DİHA - Dicle News Agency

Women

France partially removes confidentiality of documents on Paris massacre

 
10 April
13:09 2015

WEWS CENTER (DİHA) - The French government has announced that they will be lifting the confidentiality of some documents related to the murder of three Kurdish women in Paris in2013.

On January 9, 2013, an assassin entered Paris' Kurdistan Information Office, shooting dead three Kurdish women and political activists: Fidan Doğan, Sakine Cansız and Leyla Şaylemez. Sakine was among the founders of the PKK (Kurdistan Workers' party). Kurds have long complained about the lack of action from the French government.

Lawyers in the case first requested the documents in the massacre, which French intelligence has maintained as confidential, in September 2014. The judge approved the request, accepting that perpetrator Ömer Güney had possible ties to the Turkish MİT intelligence service. Ongoing French investigations say there is a strong presumption of MİT involvement.

The gunpowder in killer Ömer Güney's bag has been the most important evidence pointing to his guilt in the case so far. The fact that for at least a year he had been infiltrating the Kurdistan Information Office points to the long premeditation of the attack. Ömer Güney made several secret visits to Turkey in 2012. Sound recordings of Güney discussing the murder with MİT officials have also leaked, including a recording of MİT explicitly giving him the order to kill.

According to Le Monde, the French intelligence service has now lifted the confidentiality of its documents on the case, in a development that likely won't please Ankara. Many of the seven documents in the archives are severely redacted, but officials say they may increase the amount of information released in the future. Antoine Comte, lawyer for the families of the slain women, said that he spoke with French Prime Minister Manuel Valls in March about the need for more information in the case.

"For France to stay silent on these crimes is to give foreign states the right to kill with impunity on French soil," said Comte, "and it would be insanity for us to think something like this could not happen again."

For the French government to suspect the Turkish state in the case opens a sensitive matter, according to Le Monde. There have been previous tensions between the two states since 2011, especially in relation to their cooperation against fundamentalist religious groups. In one of the documents released from confidentiality by Le Monde, the French external intelligence service expressed frustration about MİT's own accusations against them and said that their respect for their Turkish counterparts was declining in spite of the importance of the Kurdish resolution process.

French Minister of the Interior Bernard Cazeneuve recently traveled to Turkey in March for a visit related to Turkey's deportation of three French nationals. The visit apparently somewhat repaired the relationship between the two countries. Allegedly, promises were made to end efforts on the topic of the PKK.

There seems to be a generally change in the calculations of the French state related to Kurds and Kurdish militants. Recently, a Paris judge said in a March 24 case related to Kurds that, "at this point, we need to add the PKK's actions against Daesh to the equation."

The investigations related to the Paris massacre, say sources in the court, should be over before this summer.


_Directions for this task_
Copy out the entries exactly. Print them in full.

_Records provided_
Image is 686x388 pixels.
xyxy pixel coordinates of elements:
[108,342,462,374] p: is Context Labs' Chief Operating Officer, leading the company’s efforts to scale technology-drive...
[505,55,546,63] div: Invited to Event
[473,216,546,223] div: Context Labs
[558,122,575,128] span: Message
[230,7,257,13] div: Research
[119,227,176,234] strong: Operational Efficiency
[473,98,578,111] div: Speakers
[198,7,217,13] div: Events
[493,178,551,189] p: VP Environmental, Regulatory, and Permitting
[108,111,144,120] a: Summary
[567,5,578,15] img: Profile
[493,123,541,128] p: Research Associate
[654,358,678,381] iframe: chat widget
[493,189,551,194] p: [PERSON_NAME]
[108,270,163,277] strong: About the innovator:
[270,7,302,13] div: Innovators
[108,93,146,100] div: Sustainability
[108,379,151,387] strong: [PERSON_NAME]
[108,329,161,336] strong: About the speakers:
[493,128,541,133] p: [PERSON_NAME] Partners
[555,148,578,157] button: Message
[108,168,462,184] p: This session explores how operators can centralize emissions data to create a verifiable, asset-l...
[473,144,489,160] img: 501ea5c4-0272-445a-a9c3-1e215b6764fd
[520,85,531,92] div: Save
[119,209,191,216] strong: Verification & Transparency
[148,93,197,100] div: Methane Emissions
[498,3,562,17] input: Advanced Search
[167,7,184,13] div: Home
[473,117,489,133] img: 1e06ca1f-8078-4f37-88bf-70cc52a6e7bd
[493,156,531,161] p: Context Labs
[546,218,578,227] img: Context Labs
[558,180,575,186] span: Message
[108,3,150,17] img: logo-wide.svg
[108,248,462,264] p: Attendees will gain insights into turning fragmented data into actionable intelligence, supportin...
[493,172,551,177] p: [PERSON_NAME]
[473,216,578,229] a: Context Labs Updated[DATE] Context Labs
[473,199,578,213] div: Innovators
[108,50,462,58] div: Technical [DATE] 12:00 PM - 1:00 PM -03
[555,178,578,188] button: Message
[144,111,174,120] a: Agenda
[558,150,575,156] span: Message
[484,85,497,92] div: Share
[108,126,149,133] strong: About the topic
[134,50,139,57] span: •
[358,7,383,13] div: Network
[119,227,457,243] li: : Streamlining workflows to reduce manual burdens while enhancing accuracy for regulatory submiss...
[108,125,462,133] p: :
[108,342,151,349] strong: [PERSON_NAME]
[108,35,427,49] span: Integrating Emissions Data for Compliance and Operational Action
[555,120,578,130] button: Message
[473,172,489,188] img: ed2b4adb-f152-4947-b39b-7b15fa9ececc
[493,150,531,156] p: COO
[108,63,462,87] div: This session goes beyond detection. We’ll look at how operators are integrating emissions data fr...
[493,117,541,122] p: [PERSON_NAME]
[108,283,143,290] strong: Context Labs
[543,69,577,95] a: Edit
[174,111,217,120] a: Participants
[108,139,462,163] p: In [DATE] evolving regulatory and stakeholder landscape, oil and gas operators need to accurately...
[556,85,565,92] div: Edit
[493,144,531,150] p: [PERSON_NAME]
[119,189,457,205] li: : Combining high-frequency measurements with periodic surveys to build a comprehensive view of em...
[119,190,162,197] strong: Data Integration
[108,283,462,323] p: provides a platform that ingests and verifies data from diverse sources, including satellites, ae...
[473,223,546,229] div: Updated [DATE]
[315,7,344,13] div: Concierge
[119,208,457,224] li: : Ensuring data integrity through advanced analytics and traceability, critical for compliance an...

_Response to the exercise_
Image is 686x388 pixels.
xyxy pixel coordinates of elements:
[108,342,462,374] p: is Context Labs' Chief Operating Officer, leading the company’s efforts to scale technology-drive...
[505,55,546,63] div: Invited to Event
[473,216,546,223] div: Context Labs
[558,122,575,128] span: Message
[230,7,257,13] div: Research
[119,227,176,234] strong: Operational Efficiency
[473,98,578,111] div: Speakers
[198,7,217,13] div: Events
[493,178,551,189] p: VP Environmental, Regulatory, and Permitting
[108,111,144,120] a: Summary
[567,5,578,15] img: Profile
[493,123,541,128] p: Research Associate
[654,358,678,381] iframe: chat widget
[493,189,551,194] p: [PERSON_NAME]
[108,270,163,277] strong: About the innovator:
[270,7,302,13] div: Innovators
[108,93,146,100] div: Sustainability
[108,379,151,387] strong: [PERSON_NAME]
[108,329,161,336] strong: About the speakers:
[493,128,541,133] p: [PERSON_NAME] Partners
[555,148,578,157] button: Message
[108,168,462,184] p: This session explores how operators can centralize emissions data to create a verifiable, asset-l...
[473,144,489,160] img: 501ea5c4-0272-445a-a9c3-1e215b6764fd
[520,85,531,92] div: Save
[119,209,191,216] strong: Verification & Transparency
[148,93,197,100] div: Methane Emissions
[498,3,562,17] input: Advanced Search
[167,7,184,13] div: Home
[473,117,489,133] img: 1e06ca1f-8078-4f37-88bf-70cc52a6e7bd
[493,156,531,161] p: Context Labs
[546,218,578,227] img: Context Labs
[558,180,575,186] span: Message
[108,3,150,17] img: logo-wide.svg
[108,248,462,264] p: Attendees will gain insights into turning fragmented data into actionable intelligence, supportin...
[493,172,551,177] p: [PERSON_NAME]
[473,216,578,229] a: Context Labs Updated[DATE] Context Labs
[473,199,578,213] div: Innovators
[108,50,462,58] div: Technical [DATE] 12:00 PM - 1:00 PM -03
[555,178,578,188] button: Message
[144,111,174,120] a: Agenda
[558,150,575,156] span: Message
[484,85,497,92] div: Share
[108,126,149,133] strong: About the topic
[134,50,139,57] span: •
[358,7,383,13] div: Network
[119,227,457,243] li: : Streamlining workflows to reduce manual burdens while enhancing accuracy for regulatory submiss...
[108,125,462,133] p: :
[108,342,151,349] strong: [PERSON_NAME]
[108,35,427,49] span: Integrating Emissions Data for Compliance and Operational Action
[555,120,578,130] button: Message
[473,172,489,188] img: ed2b4adb-f152-4947-b39b-7b15fa9ececc
[493,150,531,156] p: COO
[108,63,462,87] div: This session goes beyond detection. We’ll look at how operators are integrating emissions data fr...
[493,117,541,122] p: [PERSON_NAME]
[108,283,143,290] strong: Context Labs
[543,69,577,95] a: Edit
[174,111,217,120] a: Participants
[108,139,462,163] p: In [DATE] evolving regulatory and stakeholder landscape, oil and gas operators need to accurately...
[556,85,565,92] div: Edit
[493,144,531,150] p: [PERSON_NAME]
[119,189,457,205] li: : Combining high-frequency measurements with periodic surveys to build a comprehensive view of em...
[119,190,162,197] strong: Data Integration
[108,283,462,323] p: provides a platform that ingests and verifies data from diverse sources, including satellites, ae...
[473,223,546,229] div: Updated [DATE]
[315,7,344,13] div: Concierge
[119,208,457,224] li: : Ensuring data integrity through advanced analytics and traceability, critical for compliance an...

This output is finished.